Azeris demonstrate for fair elections

Thousands of Azeris have taken to the streets of their capital to demand free and fair parliamentary elections in November, with some placards begging the US president to bring them democracy.

Azeris have held several protests recently calling for fair elections

The state broke up an unauthorised rally last month but Saturday’s event, although closely watched by helmeted riot police, passed off without violence in a sea of flags.

Organisers said 70,000 people joined the demonstration, whereas the official estimate was 4000.

A Rose Revolution in Georgia in 2003, an Orange Revolution in Ukraine last year and a recent uprising in Kyrgyzstan have toppled governments across the former Soviet Union. They were all sparked by elections the opposition said were rigged.

The leader of major Azeri opposition party Musavat, Isa Gambar, told the crowds in Baku, an oil boom town that sits on the Caspian Sea, that the current government had outlived itself and should be dispatched to the “archive of history”.

“We deserve democracy and we will get it,” said Gambar, who stood unsuccessfully for president in 2003.

One young man brandished a black-and-white photo of US President George Bush bearing the slogan “We want freedom” across it in English. 

Greater press freedom 

A bright orange banner also called for press freedom, following the murder of an outspoken investigative journalist earlier this year, a parallel with Ukraine where the killing of a reporter helped galvanise the opposition that took power.

“We deserve democracy and we will get it”

Isa Gambar,
opposition party leader

But Azeri President Ilham Aliyev, who was elected in October 2003 following the death of his father Haydar in the first dynastic handover of power in the ex-Soviet world, has said there is no chance of a Velvet Revolution in Azerbaijan.

Aliyev’s election triggered bloody opposition-led riots, which were crushed with truncheons, tear gas and dogs and killed at least three people.

Only a handful of opposition deputies sit in Azerbaijan’s parliament after a widely condemned 2000 vote and international groups have criticised its human-rights record as well as the rampant corruption that helps keep half its people in poverty.

Mainly Muslim Azerbaijan is emerging as a hub of Caspian Sea oil production and is the start point for a major new pipeline due to pump oil west. Both the West and Russia wish to see stability there.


About this task: Going line by line through the data below, report how many lines include the word "fifth", with nothing added.

Dataset listings of figures:
========

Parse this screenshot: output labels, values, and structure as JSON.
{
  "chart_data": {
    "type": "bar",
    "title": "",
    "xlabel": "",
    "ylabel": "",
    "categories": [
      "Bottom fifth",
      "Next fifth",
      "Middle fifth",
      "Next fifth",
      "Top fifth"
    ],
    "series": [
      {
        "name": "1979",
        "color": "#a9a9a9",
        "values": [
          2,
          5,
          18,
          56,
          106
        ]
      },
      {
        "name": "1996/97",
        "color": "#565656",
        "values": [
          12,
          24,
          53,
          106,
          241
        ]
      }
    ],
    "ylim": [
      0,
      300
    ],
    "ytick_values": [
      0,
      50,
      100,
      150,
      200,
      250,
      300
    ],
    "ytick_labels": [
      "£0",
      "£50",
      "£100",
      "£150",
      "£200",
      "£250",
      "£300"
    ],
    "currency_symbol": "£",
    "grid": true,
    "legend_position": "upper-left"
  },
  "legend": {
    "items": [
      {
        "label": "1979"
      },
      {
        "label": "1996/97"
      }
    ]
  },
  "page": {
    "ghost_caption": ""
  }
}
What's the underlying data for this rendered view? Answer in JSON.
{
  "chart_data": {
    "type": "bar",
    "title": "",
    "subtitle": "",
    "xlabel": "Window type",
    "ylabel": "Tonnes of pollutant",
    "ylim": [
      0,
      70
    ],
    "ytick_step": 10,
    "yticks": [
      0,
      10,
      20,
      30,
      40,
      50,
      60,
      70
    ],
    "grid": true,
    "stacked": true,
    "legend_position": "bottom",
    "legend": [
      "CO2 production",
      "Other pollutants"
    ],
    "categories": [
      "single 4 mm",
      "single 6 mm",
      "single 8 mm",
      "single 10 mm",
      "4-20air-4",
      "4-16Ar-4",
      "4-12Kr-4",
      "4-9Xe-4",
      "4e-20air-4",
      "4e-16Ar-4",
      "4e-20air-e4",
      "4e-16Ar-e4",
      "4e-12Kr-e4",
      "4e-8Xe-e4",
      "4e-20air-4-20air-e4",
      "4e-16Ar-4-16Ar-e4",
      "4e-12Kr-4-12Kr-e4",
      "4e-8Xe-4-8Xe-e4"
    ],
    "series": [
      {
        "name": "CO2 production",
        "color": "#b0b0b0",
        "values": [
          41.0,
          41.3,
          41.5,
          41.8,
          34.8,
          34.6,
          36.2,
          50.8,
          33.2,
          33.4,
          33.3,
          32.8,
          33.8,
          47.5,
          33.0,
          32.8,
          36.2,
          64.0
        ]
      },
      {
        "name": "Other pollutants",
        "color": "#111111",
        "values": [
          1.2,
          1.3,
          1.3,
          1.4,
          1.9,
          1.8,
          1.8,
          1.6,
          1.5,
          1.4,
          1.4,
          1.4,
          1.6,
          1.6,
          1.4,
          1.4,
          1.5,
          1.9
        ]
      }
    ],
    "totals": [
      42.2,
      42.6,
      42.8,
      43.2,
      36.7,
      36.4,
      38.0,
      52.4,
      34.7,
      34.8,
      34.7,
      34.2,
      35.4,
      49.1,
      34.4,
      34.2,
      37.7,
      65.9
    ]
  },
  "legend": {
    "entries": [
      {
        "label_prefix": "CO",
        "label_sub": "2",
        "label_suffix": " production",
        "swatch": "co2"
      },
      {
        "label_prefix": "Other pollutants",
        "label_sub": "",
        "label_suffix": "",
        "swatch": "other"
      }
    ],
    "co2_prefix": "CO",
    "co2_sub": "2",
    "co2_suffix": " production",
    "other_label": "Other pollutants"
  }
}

========

Response to the exercise: 5